SPINLESS IN SEATTLE

A Northwestern reader emails to signal his relief at the lack of empathy George W. Bush showed during last week’s earthquake. There were no sudden presidential tours of the damage, no lip-biting empathy moments, no hugs, no tears. There was simply a brief presidential announcement of emergency funds being released to help with the aftermath. If part of the relief of the Bush presidency is what won’t happen, this is surely one of the “won’t happen” moments. Finally, American citizens in the aftermath of natural disasters are being treated as grownups.

BUSH’S TRIANGULATION: Looking back on that speech last Tuesday, I’m struck by how Clintonian it was. Bush was no Reagan. There were no calls to arms for the right; and there were absolutely no negative lines against Democrats – or even government. And yet … Bush’s triangulation, so far, is not like Clinton’s. Clinton kept his party base loyal by symbolism and by sentiment. Ideologically, Clinton was unmoored – lunging from one co-opted policy to another. Bush, for all his soothing rhetoric, is keeping his party base close by giving them what they want. His top aides attend the bi-weekly confabs of the conservative movement in Washington, as Fred Barnes reports in the Weekly Standard. Bush’s key strategist, Karl Rove, has an open line to the right-wing for input and advice. John Ashcroft is attorney-general. For all the pressure for Bush to moderate his tax cut, it is the same now as it was when he started his campaign. The hedgehog doesn’t learn new tricks. He just adds new pricks. I keep thinking of Pope John Paul II. No, Bush is nothing like the Pope. But in a way, the current Pope, by his choice of name, sent a message that he was going to be a synthesis of the reformist radical Pope John XXIII and the consolidator Pope Paul VI. Bush, in some ways, is similarly showing himself to be a synthesis of Reaganite radicalism – in tax cuts, social security reform – and Clintonian triangulated centrism. He is President Reagan-Clinton. He has Reagan’s instinct for smaller government, but none of his vision or clarity or intellectual depth. Equally, he has Clinton’s eye for the political middle, for the concrete details of domestic policy that build majorities vote by vote, but without the psychopathic melodrama of the Clinton miniseries. Bush is Reagan cut down to post-Cold War size. He is Reagan’s mini-me.
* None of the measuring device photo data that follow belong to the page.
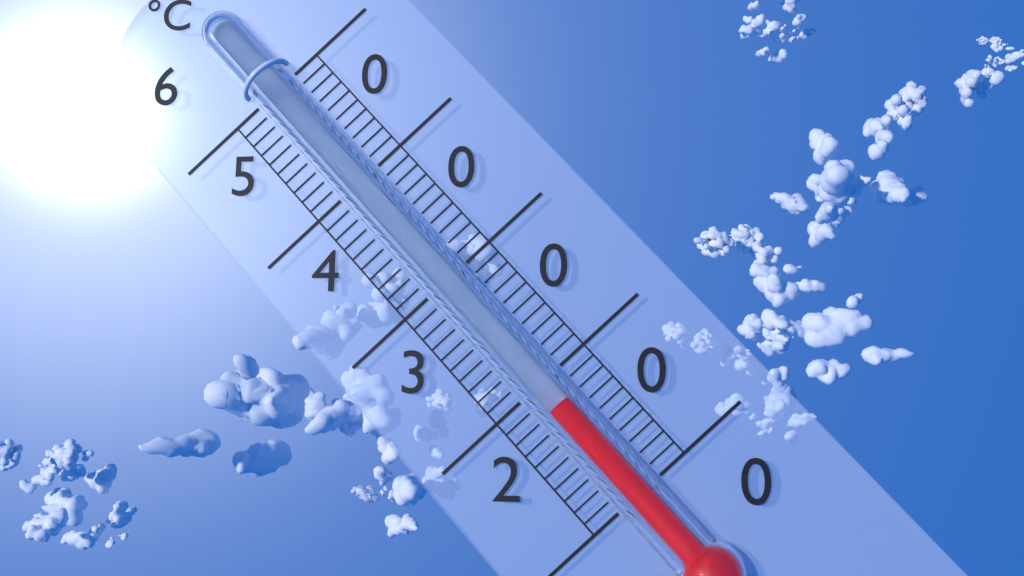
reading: 28 °C
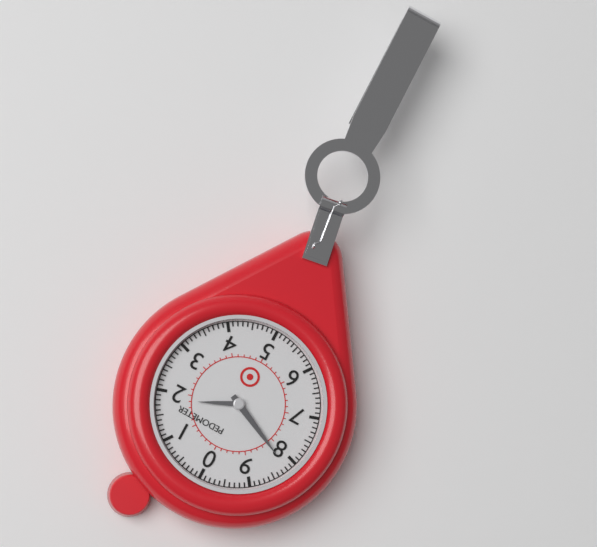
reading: 8.2 (no unit)
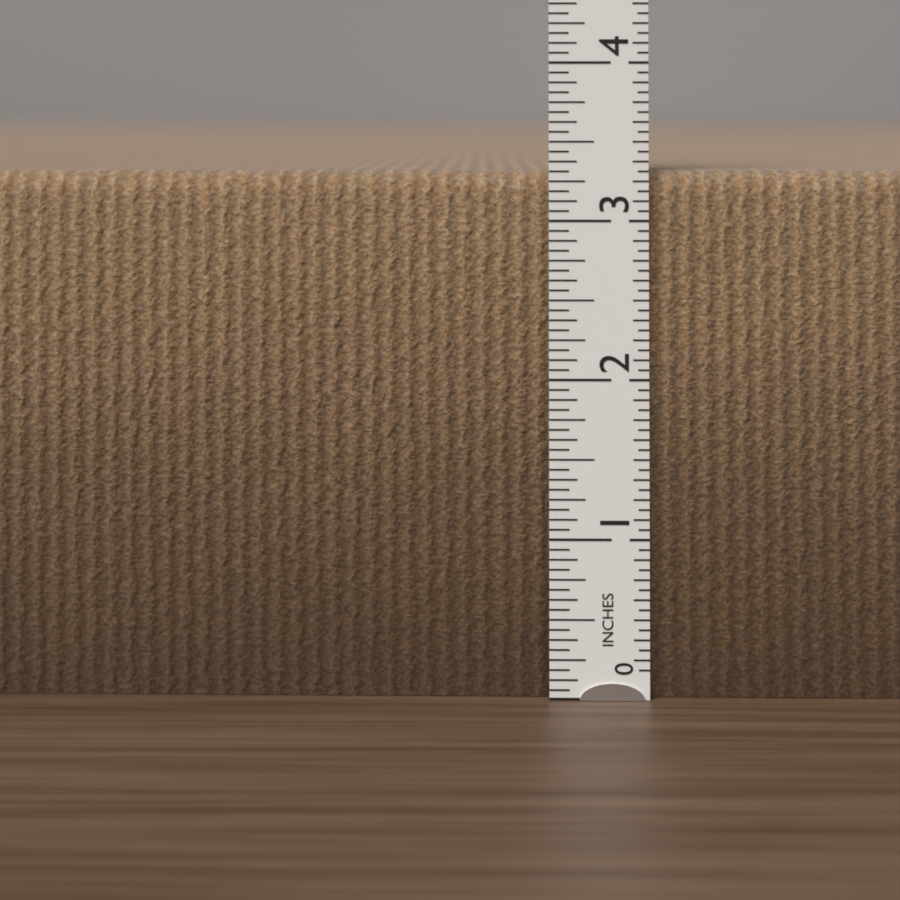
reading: 3.3125 in
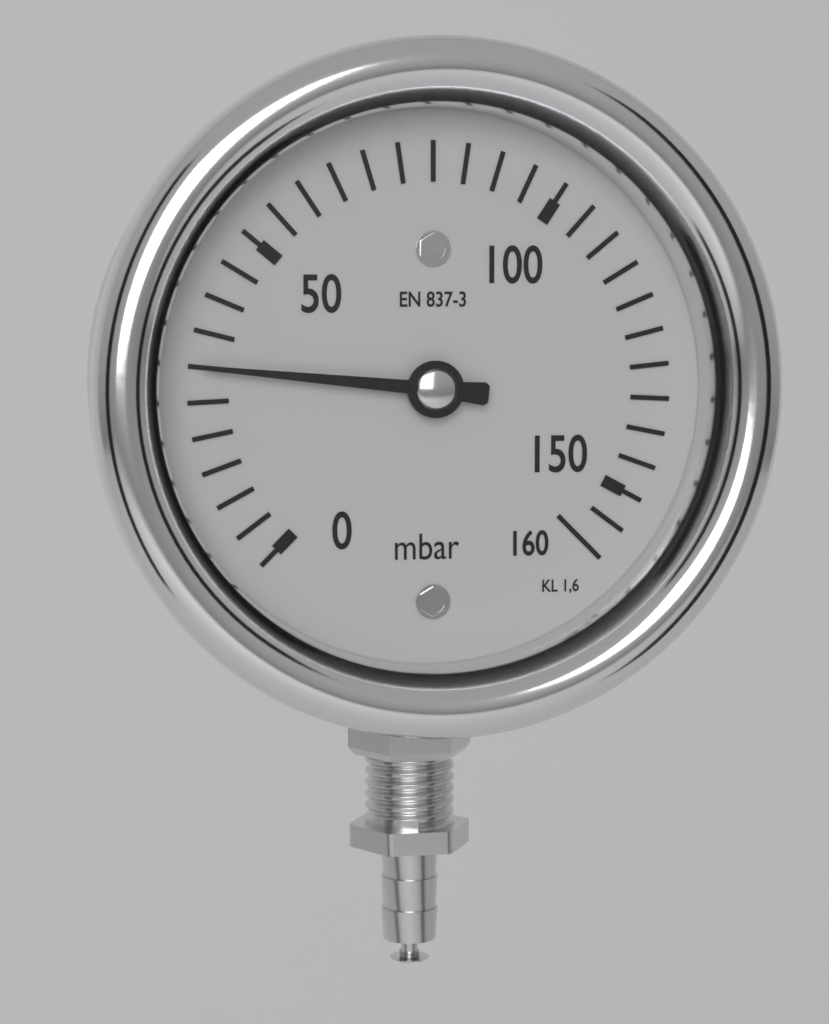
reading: 30 mbar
CLINTON AGONISTES: “A psychopath is not a lunatic suffering from disabling delusions or an obviously neurotic person displaying phobias and anxieties; rather he or she is an outwardly normal person with an apparently logical mind who happens to be an emotional cipher. Hiding behind what Hervey Cleckley called “the mask of sanity,” the psychopath is the extreme case of the nonsocial personality, someone for whom the ordinary emotions of life have no meaning. Psychopaths lie without compunction, injure without remorse, and cheat with little fear of detection. Wholly self-centered and unaware of the emotional needs of others, they are, in the fullest sense of the term, unsocial. They can mimic feelings without experiencing them … In addition, psychopaths are often thrill-seekers, not simply because they discount the bad things that may happen to them if they take risks, but because they are underaroused: that is, their emotional void leaves them bored and restless. Knowing little of true feelings, they cannot rely on their own feelings to supply them with much satisfaction, and so they seek it out from dangerous activities, wild parties, and an agitated sense for excitement.” – James Q. Wilson, “The Moral Sense.”